4 October 2016
TUCSON, AZ—The Animal Welfare Institute and the Center for Biological Diversity today filed a lawsuit against the US Department of Agriculture and the US Fish and Wildlife Service to ensure that endangered ocelots aren’t inadvertently killed as part of the USDA’s long-running program to kill coyotes, bears, bobcats and other wildlife in Arizona and Texas. The department’s Wildlife Services program kills tens of thousands of animals in the two states every year using traps, snares and poisons.
“The ocelot population is crumbling at the feet of Wildlife Services’ indiscriminate and haphazard wildlife-killing activities,”said Tara Zuardo, a wildlife attorney with the Animal Welfare Institute. “With this lawsuit, we are sending a message to Wildlife Services that its tactics should not come at the expense of the future of this critically endangered species.”
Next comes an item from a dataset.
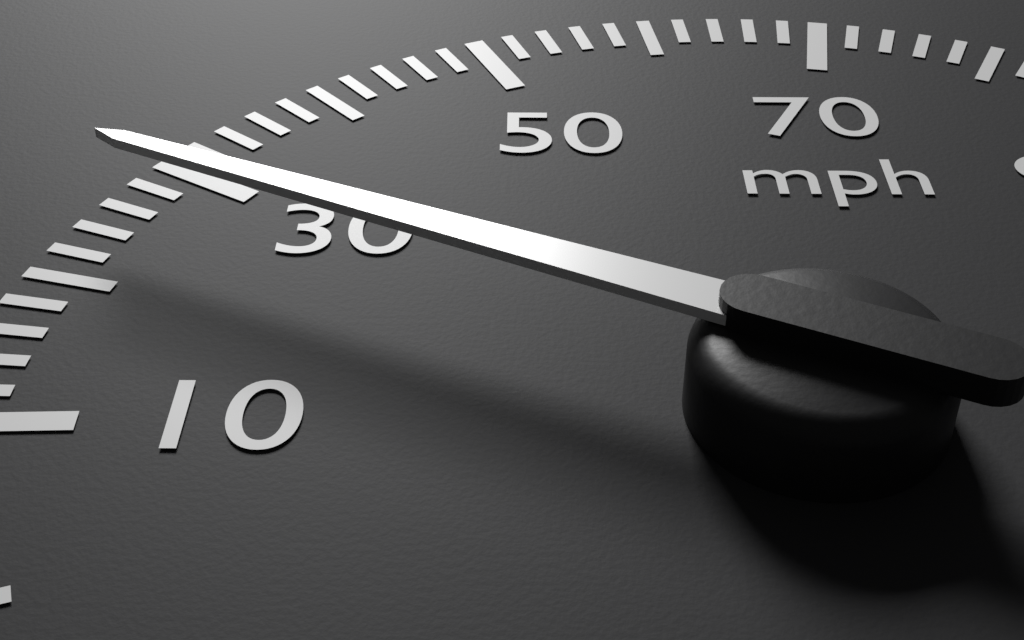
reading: 26 mph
Wildlife Services is required by the Endangered Species Act to consult with the USFWS on its activities that may affect endangered species, including its predator-control activities. Because Wildlife Services kills wildlife within the range of the endangered ocelot, and given the similarity in size between ocelots and many of the targeted predators, the USFWS warned Wildlife Services in a 2010 “biological opinion”document that ocelots could be harmed by its use of traps, snares and poisons (including baited M-44 devices that propel lethal doses of sodium cyanide into animals’ mouths).
Since that 2010 opinion, ocelots have been spotted in several additional locations in Arizona, including the Huachuca and Santa Rita mountains. New evidence also indicates that Wildlife Services has failed to comply with the document’s mandatory terms and conditions, intended to minimize risk to ocelots. This new information requires the program to reinitiate consultation with the USFWS to examine risks to ocelots and develop risk-mitigation measures. The complaint also alleges that Wildlife Services must use recent science to supplement its outdated environmental analyses of its wildlife-killing program in Arizona, which were prepared in the 1990s under the National Environmental Policy Act.
“All the latest science shows Wildlife Services’ predator-control program is expensive, ineffective and inhumane,”said Collette Adkins, a Center attorney and biologist. “With fewer than 100 ocelots remaining in the United States, we’re trying to ensure that none will suffer and die in traps set for bobcats, coyotes and other predators targeted by Wildlife Services.”
To protect ocelots while the USFWS completes the required analysis, the groups are seeking a halt to Wildlife Services’ animal-killing activities throughout the ocelot’s range in southern Arizona and Texas.